[LLVMdev] Vectorizer using Instruction, not opcodes

Arnold Schwaighofer aschwaighofer at apple.com
Mon Feb 4 10:25:06 PST 2013


Hi all,

My take on this is that, as you state below, at the IR level we are only roughly estimating cost, at best (or we would have to lower the code and then estimate cost - something we don't want to do).

I would propose for estimating the "worst case costs" and see how far we get with this. My rational here is that we don't want vectorization to decrease performance relative to scalar code. If we miss an opportunity this is bad, but not as bad as degrading relative to scalar code.

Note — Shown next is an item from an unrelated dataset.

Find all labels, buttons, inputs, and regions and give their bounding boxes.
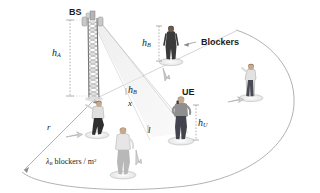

For cases where this approach breaks really badly we could consider adding a specialized api or parameters (like the type of a user/use). But we should do so only as a last resort and backed by actual code that would benefit from doing so.

- Arnold
 
On Feb 4, 2013, at 11:49 AM, Renato Golin <renato.golin at linaro.org> wrote:

> C. Settle for guess in the dark
> 
> We can continue guessing in the dark, but do it consistently. This is our approach, and I'm, wondering if it makes sense to deviate from it.
> 
> My main issue is that the costs for ARM instructions are almost random when seen from an IR perspective, we're bound to make as many mistakes as not.
> 
> Another issue is that the number of vector IR instructions (extract/select) is a lot more than the resulting vector code, and that can count negatively on the benefits of vectorizing.

Do you have an example where this happening? If the cost of extracts/inserts (could maybe shuffle instructions be used to express a series of extracts/inserts) is small it should be mostly neutralized by dividing by the vector length and amortized over other vectorized instructions in the block?